Benedictine Sister Virginia Matter fondly remembers listening to children’s radio programs on Saturday mornings as a youngster in the 1940s. “We didn’t have a television,” she said.
“When I listened to the radio, I learned to use my imagination and envision what was going on,” said Sister Virginia, spiritual director at the Benedictine Center of St. Paul’s Monastery in Maplewood, which provides opportunities for spiritual direction, formation and retreats. “It was delightful.”
Her memories resurfaced Feb. 11 when she participated in a group reading of excerpts from “The Man Born to be King,” a book of 12, 45-minute plays for children about Christ’s life originally performed on BBC radio in Great Britain from December 1941 to October 1942.
The plays were written by Dorothy Sayers, best-known as a writer of mystery novels but also a poet who wrote books about the Christian faith, once translated Dante’s “Divine Comedy” and was a friend of C.S. Lewis, who read “The Man Born to be King” every Holy Week.
Katy Wehr, a Catholic musician, former faith formation coordinator at St. Mark in St. Paul and member of Holy Family in St. Louis Park, presented opening remarks on Sayers and led a 90-minute session where the dozen participants read parts from several scenes in Sayers’ plays. They sat at conference tables pulled into a “U” to create an intimate, conversational setting.
“Hearing (the speakers) reminded me of when I was a child listening to the radio,” Sister Virginia said. During the readings, she imagined each of the characters and life lived in the time of Christ.
Wehr earned her doctoral degree in divinity in 2017 at the Institute for Theology, Imagination and the Arts at the University of St. Andrews in Scotland. Her dissertation addressed “Bible and Theology at Work: The Creative Energy of Dorothy L. Sayers’ ‘The Man Born to be King.’”
Sayers’ purpose, Wehr said, was to help participants picture each character as a real person. The plays were intended to be heard, not read.
“She wanted people to know that those in a Gospel story are not just people in a story,” Wehr said. “These were real people who lived real lives. They encountered Christ in real ways, whether meeting him on the street, hearing about him or hearing him teach.”
Lent is a great time to read — or hear — the plays, Wehr said. “The plays try to show a bigger story of Christ’s coming, of who Christ is. That the Nativity is not just one event that happened, but the beginning of the story that ends with the crucifixion and resurrection.”
The event at the Benedictine Center is one way to encourage more people to read the plays, Wehr said. “When they do, it makes them think about the Gospel stories in a new, more experiential way,” she said.
The plays were controversial in their time. In 1941, by law in England, performances involving Jesus were to show him as a light from above or a voice heard offstage. When snippets about the plays were released before full airing, some feared that portraying Jesus interacting with others would sound blasphemous.
Similarly, audiences were accustomed to actors speaking words directly from Scripture. Hearing that Sayers’ characters would speak conversational, contemporary English created an uproar. One newspaper headline read: “BBC radio plays in American gangster slang.”
In Sayers’ plays, the disciples spoke in British dialects. The character of Matthew, for example, was written to speak in a cockney accent. Sayers’ intention was to emphasize that “Jesus was for everyone,” Wehr said.
Sayers wanted to break through what she called “stained-glass window decorum,” Wehr said. “These are real people.”
Once the plays hit the radio waves, they were received positively, she said.
The 12 plays cover Christ’s life from his birth to his death and resurrection. For example, plays nine through 12 depict the Last Supper, Jesus’ trial, his crucifixion and resurrection, including reaction of the disciples to all that was happening.
A longtime fan of Sayers’ mystery novels, Erin Sim of St. Albert the Great in Minneapolis, said she participated in the reading to learn more about the theological side of the author’s work.
Sim said she especially admired how Sayers’ wording humanized the characters. “It gives them more life than Scripture does,” she said. “That appealed to me.”
The last scene read at the Benedictine Center described Jesus reuniting and breaking bread with his disciples after his resurrection. It brought the characters to life, Sim said.
“These people had lost their teacher, their friend,” she said. For example, “they understand the subtle hierarchy in a group of friends. ‘Of course, it hurt you the most, John. You were the closest to him.’”
“People always surprise me by their deep reactions to different lines or ideas in the plays,” Wehr said, “and I get more out of the plays each time, too.”
Wehr said Catholic theater, the arts and literature can do a lot to nurture spiritual growth.
“God speaks to us in many different ways,” she said. “Even if people are not musicians, actors or dancers, God can use attending the arts to speak to us. And for people who are not artistic, often using the arts and our faith together becomes a kind of prayer.”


◆ What to produce
Lines holding the word "pixels" in the material below: count them and write the number alone.

━━━ Data supplied ━━━

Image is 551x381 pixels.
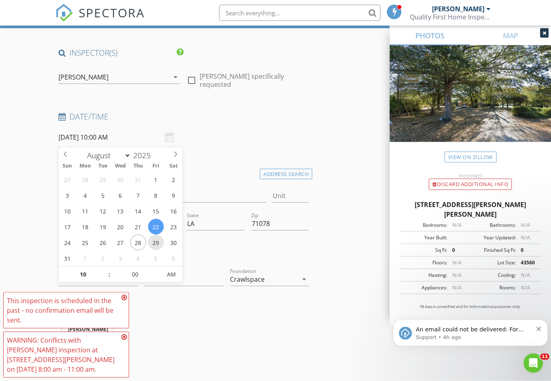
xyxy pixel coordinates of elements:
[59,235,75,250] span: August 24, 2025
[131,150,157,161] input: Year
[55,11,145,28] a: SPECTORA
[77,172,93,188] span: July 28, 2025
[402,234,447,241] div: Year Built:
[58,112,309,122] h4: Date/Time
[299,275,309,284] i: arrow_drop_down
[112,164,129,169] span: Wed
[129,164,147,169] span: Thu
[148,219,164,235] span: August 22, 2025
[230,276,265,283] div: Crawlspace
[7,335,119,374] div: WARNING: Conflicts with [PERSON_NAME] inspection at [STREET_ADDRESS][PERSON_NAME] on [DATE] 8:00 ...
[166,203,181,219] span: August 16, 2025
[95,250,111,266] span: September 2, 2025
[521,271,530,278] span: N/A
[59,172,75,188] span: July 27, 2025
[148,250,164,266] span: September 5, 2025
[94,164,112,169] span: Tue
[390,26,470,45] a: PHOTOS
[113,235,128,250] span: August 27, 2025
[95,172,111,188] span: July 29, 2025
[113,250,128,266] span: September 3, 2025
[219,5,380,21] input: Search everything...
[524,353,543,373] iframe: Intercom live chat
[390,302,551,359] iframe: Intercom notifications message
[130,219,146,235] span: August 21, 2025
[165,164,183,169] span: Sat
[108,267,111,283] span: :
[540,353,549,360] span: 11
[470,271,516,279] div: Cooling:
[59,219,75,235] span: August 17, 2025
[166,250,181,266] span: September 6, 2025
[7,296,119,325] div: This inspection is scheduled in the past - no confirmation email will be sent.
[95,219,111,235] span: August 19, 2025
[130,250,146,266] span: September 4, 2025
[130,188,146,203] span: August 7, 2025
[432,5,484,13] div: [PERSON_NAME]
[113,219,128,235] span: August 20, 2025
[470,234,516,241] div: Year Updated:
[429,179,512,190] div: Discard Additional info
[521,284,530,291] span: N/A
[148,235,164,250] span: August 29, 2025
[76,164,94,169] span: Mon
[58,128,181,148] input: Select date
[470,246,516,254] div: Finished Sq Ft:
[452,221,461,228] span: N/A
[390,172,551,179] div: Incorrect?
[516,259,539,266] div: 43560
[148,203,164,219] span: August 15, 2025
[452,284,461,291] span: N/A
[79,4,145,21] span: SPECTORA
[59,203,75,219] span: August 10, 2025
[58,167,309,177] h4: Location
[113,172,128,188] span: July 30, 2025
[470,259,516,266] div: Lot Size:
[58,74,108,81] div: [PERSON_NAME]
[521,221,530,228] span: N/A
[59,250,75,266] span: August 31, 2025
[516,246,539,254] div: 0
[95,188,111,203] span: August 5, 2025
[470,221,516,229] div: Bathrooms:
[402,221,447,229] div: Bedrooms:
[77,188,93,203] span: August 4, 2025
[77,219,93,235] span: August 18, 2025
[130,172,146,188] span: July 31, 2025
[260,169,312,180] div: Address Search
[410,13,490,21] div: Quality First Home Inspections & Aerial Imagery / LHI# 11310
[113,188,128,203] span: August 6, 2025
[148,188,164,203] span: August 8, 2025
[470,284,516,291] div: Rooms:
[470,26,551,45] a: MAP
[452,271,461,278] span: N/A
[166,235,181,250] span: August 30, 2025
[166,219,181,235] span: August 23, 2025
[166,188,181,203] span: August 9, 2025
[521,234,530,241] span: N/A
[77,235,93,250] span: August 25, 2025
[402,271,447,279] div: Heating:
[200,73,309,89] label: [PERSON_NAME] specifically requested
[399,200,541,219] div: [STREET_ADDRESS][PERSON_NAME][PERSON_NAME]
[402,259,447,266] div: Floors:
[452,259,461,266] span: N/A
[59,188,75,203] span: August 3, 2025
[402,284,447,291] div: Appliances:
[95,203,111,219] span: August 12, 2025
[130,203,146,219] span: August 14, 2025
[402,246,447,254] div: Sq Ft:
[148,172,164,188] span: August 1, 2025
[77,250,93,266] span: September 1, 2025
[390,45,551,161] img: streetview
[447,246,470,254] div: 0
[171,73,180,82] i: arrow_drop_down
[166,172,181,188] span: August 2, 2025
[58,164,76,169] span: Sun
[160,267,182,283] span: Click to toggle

━━━
━━━ Data supplied ━━━

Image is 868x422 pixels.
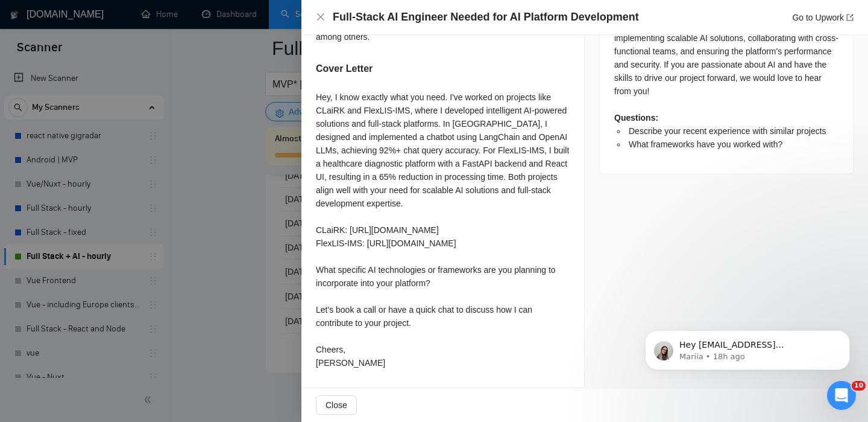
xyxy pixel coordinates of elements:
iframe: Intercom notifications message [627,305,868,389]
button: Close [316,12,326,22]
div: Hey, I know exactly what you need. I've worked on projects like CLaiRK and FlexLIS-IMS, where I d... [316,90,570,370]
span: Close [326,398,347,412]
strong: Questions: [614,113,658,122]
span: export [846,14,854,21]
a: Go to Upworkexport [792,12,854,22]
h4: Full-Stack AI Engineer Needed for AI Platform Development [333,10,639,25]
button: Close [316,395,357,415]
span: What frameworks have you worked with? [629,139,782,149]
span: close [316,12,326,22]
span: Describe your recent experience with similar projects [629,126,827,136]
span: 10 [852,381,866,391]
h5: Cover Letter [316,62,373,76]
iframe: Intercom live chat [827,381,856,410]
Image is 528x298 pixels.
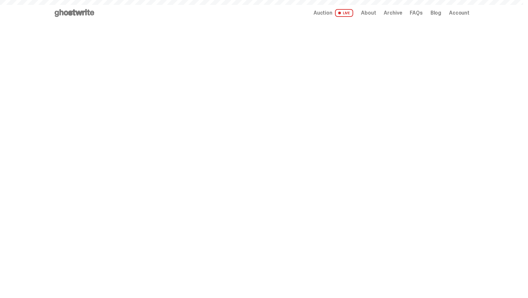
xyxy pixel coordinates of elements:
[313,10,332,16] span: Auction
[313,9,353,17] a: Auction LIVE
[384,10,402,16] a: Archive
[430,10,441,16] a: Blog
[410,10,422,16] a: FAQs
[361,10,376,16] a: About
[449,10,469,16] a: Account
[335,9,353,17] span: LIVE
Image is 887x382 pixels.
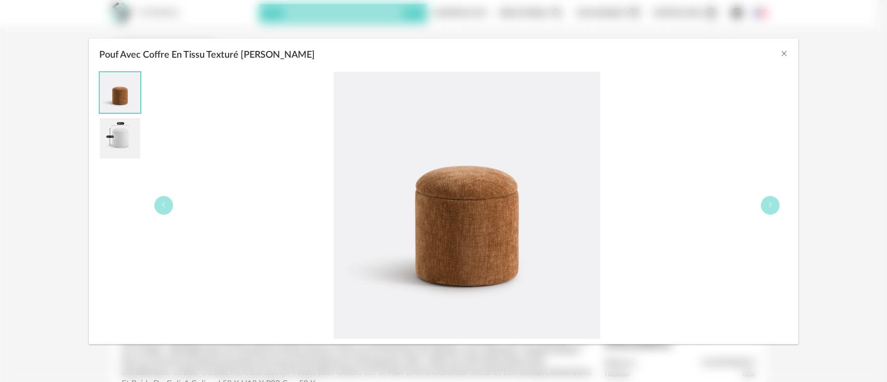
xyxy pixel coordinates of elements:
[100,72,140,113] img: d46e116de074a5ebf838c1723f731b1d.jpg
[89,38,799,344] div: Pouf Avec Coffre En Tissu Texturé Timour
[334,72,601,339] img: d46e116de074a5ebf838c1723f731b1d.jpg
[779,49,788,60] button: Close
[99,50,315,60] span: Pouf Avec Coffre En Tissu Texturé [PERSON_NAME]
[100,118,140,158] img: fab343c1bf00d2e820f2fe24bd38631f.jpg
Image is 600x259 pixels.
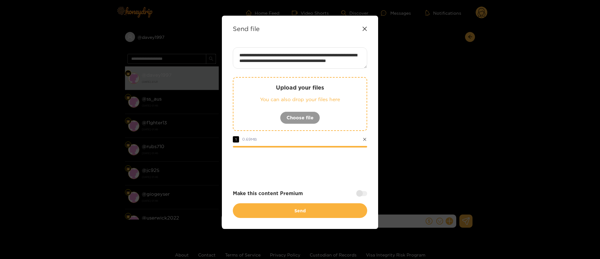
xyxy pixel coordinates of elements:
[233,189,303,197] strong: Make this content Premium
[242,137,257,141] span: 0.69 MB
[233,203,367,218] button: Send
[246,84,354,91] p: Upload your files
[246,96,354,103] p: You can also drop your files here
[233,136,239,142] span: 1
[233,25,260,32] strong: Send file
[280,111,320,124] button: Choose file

━━━
━━━ Data supplied ━━━

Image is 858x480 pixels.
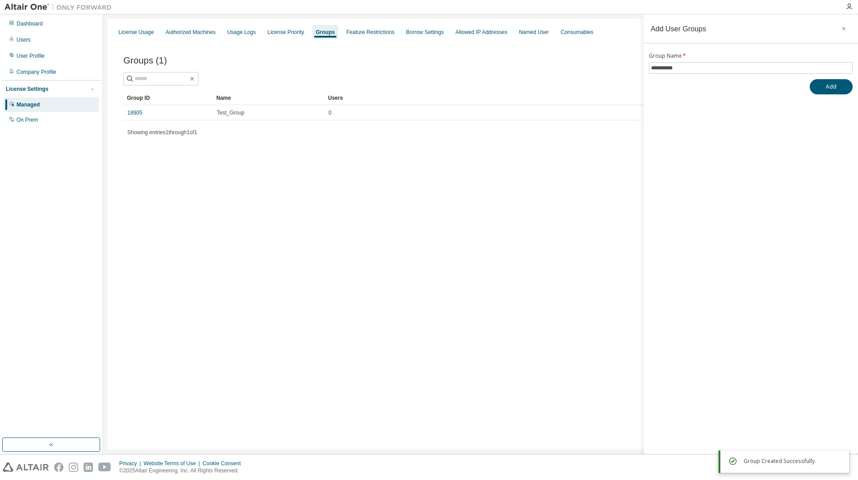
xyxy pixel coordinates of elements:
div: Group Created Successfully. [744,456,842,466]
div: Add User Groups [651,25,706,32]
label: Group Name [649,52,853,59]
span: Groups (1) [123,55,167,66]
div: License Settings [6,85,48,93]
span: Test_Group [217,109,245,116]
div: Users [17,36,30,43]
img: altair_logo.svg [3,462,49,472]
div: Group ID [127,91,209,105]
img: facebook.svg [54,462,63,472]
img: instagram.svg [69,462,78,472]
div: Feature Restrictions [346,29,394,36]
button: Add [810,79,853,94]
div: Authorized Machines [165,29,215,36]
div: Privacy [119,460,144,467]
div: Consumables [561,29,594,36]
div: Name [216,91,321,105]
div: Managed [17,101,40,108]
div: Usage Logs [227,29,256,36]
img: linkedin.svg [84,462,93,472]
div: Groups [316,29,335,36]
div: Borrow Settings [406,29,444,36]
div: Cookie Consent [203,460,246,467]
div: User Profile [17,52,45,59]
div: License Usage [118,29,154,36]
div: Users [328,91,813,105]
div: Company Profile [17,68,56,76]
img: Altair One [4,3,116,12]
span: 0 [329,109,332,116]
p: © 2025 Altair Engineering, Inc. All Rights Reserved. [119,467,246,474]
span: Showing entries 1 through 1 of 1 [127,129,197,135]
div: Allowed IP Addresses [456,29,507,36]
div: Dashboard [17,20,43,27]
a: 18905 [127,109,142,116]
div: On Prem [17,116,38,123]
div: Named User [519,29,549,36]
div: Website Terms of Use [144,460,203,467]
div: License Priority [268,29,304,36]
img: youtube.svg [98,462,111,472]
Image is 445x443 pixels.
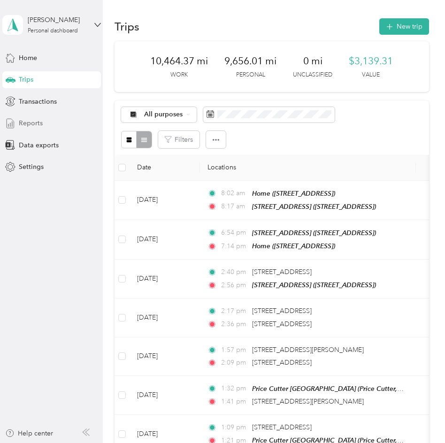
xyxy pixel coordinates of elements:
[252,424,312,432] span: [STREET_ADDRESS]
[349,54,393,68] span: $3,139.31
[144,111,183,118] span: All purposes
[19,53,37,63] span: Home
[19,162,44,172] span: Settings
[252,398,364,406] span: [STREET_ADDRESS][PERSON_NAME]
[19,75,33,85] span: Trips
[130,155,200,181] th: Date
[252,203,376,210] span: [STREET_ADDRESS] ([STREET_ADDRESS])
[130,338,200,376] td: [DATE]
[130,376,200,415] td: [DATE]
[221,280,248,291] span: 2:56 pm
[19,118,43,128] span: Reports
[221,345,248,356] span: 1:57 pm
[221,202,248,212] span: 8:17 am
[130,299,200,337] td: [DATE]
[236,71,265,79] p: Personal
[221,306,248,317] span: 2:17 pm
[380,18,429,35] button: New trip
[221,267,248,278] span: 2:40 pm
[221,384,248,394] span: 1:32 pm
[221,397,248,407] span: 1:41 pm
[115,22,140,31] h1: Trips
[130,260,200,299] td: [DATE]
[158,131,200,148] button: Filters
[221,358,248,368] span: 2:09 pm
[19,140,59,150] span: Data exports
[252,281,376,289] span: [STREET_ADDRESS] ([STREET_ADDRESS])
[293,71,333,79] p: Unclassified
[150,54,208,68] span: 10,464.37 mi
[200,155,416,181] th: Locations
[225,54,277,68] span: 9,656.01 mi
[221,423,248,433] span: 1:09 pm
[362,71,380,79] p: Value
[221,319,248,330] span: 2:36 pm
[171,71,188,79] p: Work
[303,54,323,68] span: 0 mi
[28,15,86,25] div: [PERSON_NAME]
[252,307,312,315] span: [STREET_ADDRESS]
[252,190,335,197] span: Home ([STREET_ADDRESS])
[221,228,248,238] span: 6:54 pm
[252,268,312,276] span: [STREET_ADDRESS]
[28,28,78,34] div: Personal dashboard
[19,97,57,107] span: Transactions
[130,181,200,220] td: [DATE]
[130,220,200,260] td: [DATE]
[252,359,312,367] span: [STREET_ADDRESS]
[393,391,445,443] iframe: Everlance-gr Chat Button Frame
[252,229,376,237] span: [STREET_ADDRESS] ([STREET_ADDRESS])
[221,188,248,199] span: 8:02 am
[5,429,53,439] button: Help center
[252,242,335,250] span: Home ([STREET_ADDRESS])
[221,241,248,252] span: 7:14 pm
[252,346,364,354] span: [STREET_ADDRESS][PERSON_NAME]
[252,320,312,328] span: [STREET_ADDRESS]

━━━

◆ Problem solution
7